Game Theories

WHEN PRESIDENT BUSH asked Donald Rumsfeld to come up with a plan to invade Afghanistan and kick al Qaeda out of its hiding places, Rumsfeld and General Hugh Shelton, the chairman of the Joint Chiefs of Staff, said he’d have to wait a while. Though the CIA had been pursuing al Qaeda leads in the region for much of the 1990s and had contingency plans to topple their protectors, the Taliban, the Pentagon had no contingencies for the type of operation the president wanted.

It took months for special operations forces Alpha teams, 12-man commando units, to sneak into Afghanistan and establish contact with the Afghan Northern and Eastern Alliance guerrilla fighters–and still more time to set operations in motion to push the Taliban out and kill al Qaeda terrorists.

According to published accounts, the plan originated with the CIA, not usually known for its military operational planning acumen; but, fortunately, it worked like a charm. Within weeks, special forces A-teams, with their Afghan counterparts, were marching through Kabul.

While the “Afghanistan Military Options” file folder might have been thin, the “Iraq Military Options” and “North Korean Military Options” folders are not. For much of the last decade, Pentagon strategists have been hashing out options to re-fight two wars that were never truly finished. Hundreds of pages of theses and papers by military “graduate students” at the National War College, Naval War College, The Air University, and the Army War College have been written on a variety of strategies and plans for possible conflicts with the “Axis of Evil.”

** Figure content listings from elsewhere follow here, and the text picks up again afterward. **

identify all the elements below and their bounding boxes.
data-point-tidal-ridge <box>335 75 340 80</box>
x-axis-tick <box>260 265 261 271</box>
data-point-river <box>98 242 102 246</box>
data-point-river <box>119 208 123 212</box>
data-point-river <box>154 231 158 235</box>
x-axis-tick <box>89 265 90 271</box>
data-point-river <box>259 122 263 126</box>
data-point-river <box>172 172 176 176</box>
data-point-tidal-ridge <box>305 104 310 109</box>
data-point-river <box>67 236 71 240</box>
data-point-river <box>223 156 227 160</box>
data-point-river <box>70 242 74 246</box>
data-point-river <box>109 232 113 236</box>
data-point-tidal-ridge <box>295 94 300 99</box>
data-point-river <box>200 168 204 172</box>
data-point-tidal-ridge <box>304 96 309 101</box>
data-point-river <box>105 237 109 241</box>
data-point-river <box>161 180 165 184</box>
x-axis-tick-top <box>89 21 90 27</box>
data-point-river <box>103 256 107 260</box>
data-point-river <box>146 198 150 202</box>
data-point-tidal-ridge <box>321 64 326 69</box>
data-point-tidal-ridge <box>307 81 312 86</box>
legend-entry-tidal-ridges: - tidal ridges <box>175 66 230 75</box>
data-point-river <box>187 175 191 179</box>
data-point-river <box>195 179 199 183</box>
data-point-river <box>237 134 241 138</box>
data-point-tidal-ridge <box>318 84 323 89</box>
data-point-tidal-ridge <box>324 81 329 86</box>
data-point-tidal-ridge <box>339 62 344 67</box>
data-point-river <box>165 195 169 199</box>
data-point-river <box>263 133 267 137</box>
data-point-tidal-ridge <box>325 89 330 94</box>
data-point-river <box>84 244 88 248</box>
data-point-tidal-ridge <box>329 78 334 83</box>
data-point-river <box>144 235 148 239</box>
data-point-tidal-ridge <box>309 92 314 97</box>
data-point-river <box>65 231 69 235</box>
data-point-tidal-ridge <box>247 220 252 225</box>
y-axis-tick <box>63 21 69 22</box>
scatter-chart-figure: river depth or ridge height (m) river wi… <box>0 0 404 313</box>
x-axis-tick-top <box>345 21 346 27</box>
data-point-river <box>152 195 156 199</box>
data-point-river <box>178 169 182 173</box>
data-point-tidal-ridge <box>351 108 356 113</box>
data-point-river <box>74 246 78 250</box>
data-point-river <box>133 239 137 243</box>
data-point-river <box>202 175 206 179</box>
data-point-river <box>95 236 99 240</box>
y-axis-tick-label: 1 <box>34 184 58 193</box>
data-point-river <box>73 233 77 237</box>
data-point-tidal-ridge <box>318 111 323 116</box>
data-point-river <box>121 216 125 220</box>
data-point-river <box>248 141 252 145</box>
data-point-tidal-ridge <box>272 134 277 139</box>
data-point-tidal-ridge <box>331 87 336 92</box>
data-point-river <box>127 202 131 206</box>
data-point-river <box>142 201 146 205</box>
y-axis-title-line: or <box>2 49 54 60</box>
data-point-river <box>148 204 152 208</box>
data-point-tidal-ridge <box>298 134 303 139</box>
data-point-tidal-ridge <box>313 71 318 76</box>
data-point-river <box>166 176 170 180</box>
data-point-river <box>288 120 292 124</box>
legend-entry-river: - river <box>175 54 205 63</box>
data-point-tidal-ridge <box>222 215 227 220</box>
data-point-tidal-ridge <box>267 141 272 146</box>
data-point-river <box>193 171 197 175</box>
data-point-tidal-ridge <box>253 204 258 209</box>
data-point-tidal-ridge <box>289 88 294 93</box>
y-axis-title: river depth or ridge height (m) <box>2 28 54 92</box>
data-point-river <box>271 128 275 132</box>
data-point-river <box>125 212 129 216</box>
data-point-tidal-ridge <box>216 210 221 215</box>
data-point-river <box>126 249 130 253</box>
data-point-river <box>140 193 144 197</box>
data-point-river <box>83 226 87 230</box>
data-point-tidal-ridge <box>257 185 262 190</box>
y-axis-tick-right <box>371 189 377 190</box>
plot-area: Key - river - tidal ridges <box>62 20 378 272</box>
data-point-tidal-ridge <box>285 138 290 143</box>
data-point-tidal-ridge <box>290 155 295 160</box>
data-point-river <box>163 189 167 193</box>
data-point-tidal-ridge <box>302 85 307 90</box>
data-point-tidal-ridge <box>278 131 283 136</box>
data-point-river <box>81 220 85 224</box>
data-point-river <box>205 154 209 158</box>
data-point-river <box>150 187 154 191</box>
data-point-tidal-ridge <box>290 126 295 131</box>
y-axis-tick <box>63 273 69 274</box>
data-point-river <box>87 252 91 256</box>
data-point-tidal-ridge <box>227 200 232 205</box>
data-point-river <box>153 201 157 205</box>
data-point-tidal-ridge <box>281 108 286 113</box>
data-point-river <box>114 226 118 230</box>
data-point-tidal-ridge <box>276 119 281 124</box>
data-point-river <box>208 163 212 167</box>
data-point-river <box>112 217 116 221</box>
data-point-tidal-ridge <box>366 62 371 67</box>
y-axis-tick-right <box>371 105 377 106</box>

The armed forces are prepared to deal with Kim Jong Il’s saber-rattling and Saddam’s refusal to abide by the 1991 cease-fire agreement. The notion that military planners have been paralyzed by Turkey’s denying U.S. troops basing rights, or the prospect of refugees and tribal uprisings in Iraq, is ludicrous. A variety of studies and proposals by military officers have dealt with such questions for years. Denying North Korea nuclear weapons and ending that regime’s blackmail of its neighbors would be difficult, but not impossible, as these well-researched papers show.

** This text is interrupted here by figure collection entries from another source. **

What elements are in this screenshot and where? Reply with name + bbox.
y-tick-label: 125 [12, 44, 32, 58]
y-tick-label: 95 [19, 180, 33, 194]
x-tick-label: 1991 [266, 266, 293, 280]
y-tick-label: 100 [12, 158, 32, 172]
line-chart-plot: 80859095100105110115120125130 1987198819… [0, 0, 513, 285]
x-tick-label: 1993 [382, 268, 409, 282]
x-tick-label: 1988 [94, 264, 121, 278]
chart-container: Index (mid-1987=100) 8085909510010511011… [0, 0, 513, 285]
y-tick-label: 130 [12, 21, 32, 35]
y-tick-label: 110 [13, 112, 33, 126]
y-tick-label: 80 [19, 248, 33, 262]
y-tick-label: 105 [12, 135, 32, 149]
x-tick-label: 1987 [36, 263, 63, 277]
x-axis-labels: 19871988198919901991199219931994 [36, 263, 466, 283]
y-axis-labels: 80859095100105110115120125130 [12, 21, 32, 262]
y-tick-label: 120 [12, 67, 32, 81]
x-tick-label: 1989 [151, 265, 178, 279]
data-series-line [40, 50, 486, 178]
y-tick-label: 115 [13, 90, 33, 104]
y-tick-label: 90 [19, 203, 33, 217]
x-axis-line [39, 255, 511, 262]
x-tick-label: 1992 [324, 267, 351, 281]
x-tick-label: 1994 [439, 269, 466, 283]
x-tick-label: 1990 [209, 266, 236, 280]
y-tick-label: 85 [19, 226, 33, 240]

Moreover, the services have extensively “war gamed” their different strategies and tactics. One war game in November 2002, dubbed “Title X,” involved 130 representatives from the military and other government agencies–read CIA, FBI, and the State Department. Taking place in an auditorium at the Quantico Marine Base in Virginia, it lasted five days. During the exercise, participants “gamed” the president’s “preemptive strike” doctrine. There were three scenarios: (1) the discovery of a terrorist weapon of mass destruction; (2) eliminating terrorist training facilities and weapons labs; and (3) stopping a state sponsor of terrorism. The war game presented strategists with a variety of diplomatic and time constraints, forcing gamers to adjust their operations on the fly.

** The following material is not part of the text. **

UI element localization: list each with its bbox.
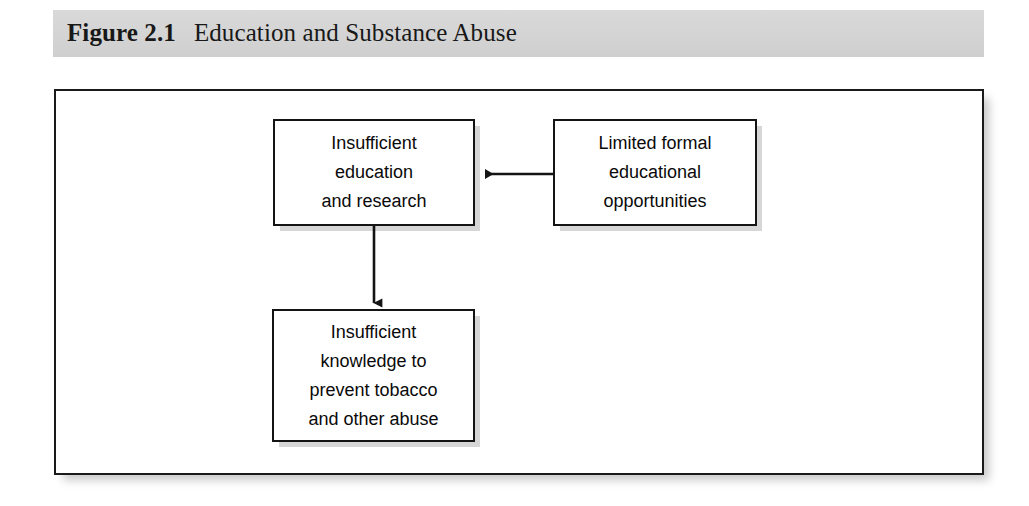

While the participants are often reluctant to disclose the particular countries they use in their scenarios, it’s not a stretch to assume that Iraq, North Korea–and even Iran–are the hypotheticals. Many military exercises during the mid-’90s used a China vs. Taiwan scenario as well–though the countries were usually given fictitious names like “Korova” vs. “Kartuna.”

Rest assured that while top-level planners don’t always pick the best plan–and even the ones they do, as the axiom goes, rarely survive the first shot–the military is indeed stretching its intellectual foundation and thinking through the strategic problems presented by America’s potential foes.

Christian Lowe is a staff writer for Army Times Publishing and a contributing writer to The Daily Standard.